As Marguerite reports in Victory Cookbook (Chancellor Press, 2002), February 1952, saw the new Queen and her husband, Prince Phillip embark on a Commonwealth tour.
At that time, Britain still was far from having recovered from the ravages of WWII. Meat, the final rationed item, was not deregulated until June 1954. When at long last queuing for limited supplies of food was no longer necessary, people gleefully tore up their ration books.
The end of meat rationing was timely. A few months earlier, a disease had killed many of the nation's rabbits, particular in Kent, where the population was nearly wiped out. During the war and post-war years, rabbit had helped to eke out the few ounces of meat allocated to each person.
A month earlier, fats had been taken off the ration. This too was cause for celebration. Then a "frantic call" came to the food guru at Harrods, asking what to do with pastry that had turned sticky and greasy. During rationing, people had become unfamiliar with handling rich ingredients. They didn't know pastry had to be refrigerated between rollings.
Ms Patten had a cooking show on BBC Television, and during a period of freak weather conditions, an episode became visible in America. When a call came in reporting that US watchers could see "a dame making a pud," BBC and Marguerite Patten realized that hers was the first British broadcast to be received on US television by direct transmission.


■ WHAT IS NEEDED
Please find the lines in the following records that hold "checked", and copy them.
Start of Block
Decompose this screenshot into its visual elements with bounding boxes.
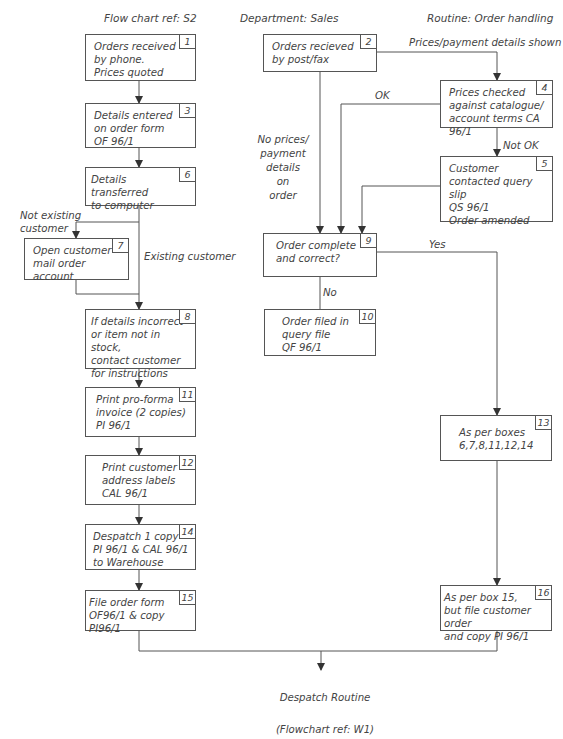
box-number: 7 xyxy=(112,238,129,253)
box-text: Order complete and correct? xyxy=(276,239,358,265)
box-text: Details transferred to computer xyxy=(91,173,177,212)
box-2: Orders recieved by post/fax 2 xyxy=(263,34,377,72)
label-yes: Yes xyxy=(429,238,446,252)
box-5: Customer contacted query slip QS 96/1 Or… xyxy=(440,156,553,222)
box-3: Details entered on order form OF 96/1 3 xyxy=(85,103,196,148)
box-6: Details transferred to computer 6 xyxy=(85,167,196,206)
box-text: Print pro-forma invoice (2 copies) PI 96… xyxy=(96,393,191,432)
box-number: 1 xyxy=(179,34,196,49)
box-9: Order complete and correct? 9 xyxy=(263,233,377,277)
box-10: Order filed in query file QF 96/1 10 xyxy=(264,309,376,356)
routine-label: Routine: Order handling xyxy=(427,12,553,24)
box-number: 14 xyxy=(179,524,196,539)
department-label: Department: Sales xyxy=(240,12,338,24)
box-number: 4 xyxy=(536,80,553,95)
box-number: 13 xyxy=(535,415,552,430)
box-text: Print customer address labels CAL 96/1 xyxy=(102,461,177,500)
box-8: If details incorrect or item not in stoc… xyxy=(85,309,196,369)
label-ok: OK xyxy=(375,89,390,103)
box-text: Orders received by phone. Prices quoted xyxy=(94,40,177,79)
box-number: 2 xyxy=(360,34,377,49)
box-15: File order form OF96/1 & copy PI96/1 15 xyxy=(85,590,196,631)
box-11: Print pro-forma invoice (2 copies) PI 96… xyxy=(85,387,196,437)
box-1: Orders received by phone. Prices quoted … xyxy=(85,34,196,81)
box-text: Order filed in query file QF 96/1 xyxy=(282,315,357,354)
box-text: File order form OF96/1 & copy PI96/1 xyxy=(89,596,193,635)
flowchart-ref: Flow chart ref: S2 xyxy=(104,12,197,24)
box-13: As per boxes 6,7,8,11,12,14 13 xyxy=(440,415,552,461)
box-text: Open customer mail order account xyxy=(33,244,124,283)
box-text: Prices checked against catalogue/ accoun… xyxy=(449,86,548,138)
label-prices-shown: Prices/payment details shown xyxy=(409,36,561,50)
box-14: Despatch 1 copy PI 96/1 & CAL 96/1 to Wa… xyxy=(85,524,196,570)
box-number: 3 xyxy=(179,103,196,118)
label-no: No xyxy=(323,286,337,300)
box-16: As per box 15, but file customer order a… xyxy=(440,585,552,631)
box-number: 9 xyxy=(360,233,377,248)
box-text: Orders recieved by post/fax xyxy=(272,40,358,66)
footer-line-2: (Flowchart ref: W1) xyxy=(255,722,395,738)
box-text: Despatch 1 copy PI 96/1 & CAL 96/1 to Wa… xyxy=(93,530,193,569)
box-text: As per boxes 6,7,8,11,12,14 xyxy=(459,426,533,452)
footer-despatch-routine: Despatch Routine (Flowchart ref: W1) xyxy=(255,674,395,739)
box-number: 11 xyxy=(179,387,196,402)
box-12: Print customer address labels CAL 96/1 1… xyxy=(85,455,196,505)
label-not-ok: Not OK xyxy=(503,139,539,153)
box-4: Prices checked against catalogue/ accoun… xyxy=(440,80,553,128)
box-text: Details entered on order form OF 96/1 xyxy=(94,109,177,148)
box-number: 8 xyxy=(179,309,196,324)
box-number: 12 xyxy=(179,455,196,470)
box-number: 15 xyxy=(179,590,196,605)
label-not-existing-customer: Not existing customer xyxy=(20,209,81,235)
box-text: If details incorrect or item not in stoc… xyxy=(91,315,193,380)
box-number: 5 xyxy=(536,156,553,171)
box-number: 10 xyxy=(359,309,376,324)
footer-line-1: Despatch Routine xyxy=(255,690,395,706)
box-7: Open customer mail order account 7 xyxy=(24,238,129,280)
label-no-prices: No prices/ payment details on order xyxy=(255,133,311,203)
label-existing-customer: Existing customer xyxy=(144,250,236,264)
box-number: 16 xyxy=(535,585,552,600)
box-text: Customer contacted query slip QS 96/1 Or… xyxy=(449,162,550,227)
box-number: 6 xyxy=(179,167,196,182)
End of Block
■ SOLUTION TO THE EXERCISE
box-text: Prices checked against catalogue/ accoun… xyxy=(449,86,548,138)
box-4: Prices checked against catalogue/ accoun… xyxy=(440,80,553,128)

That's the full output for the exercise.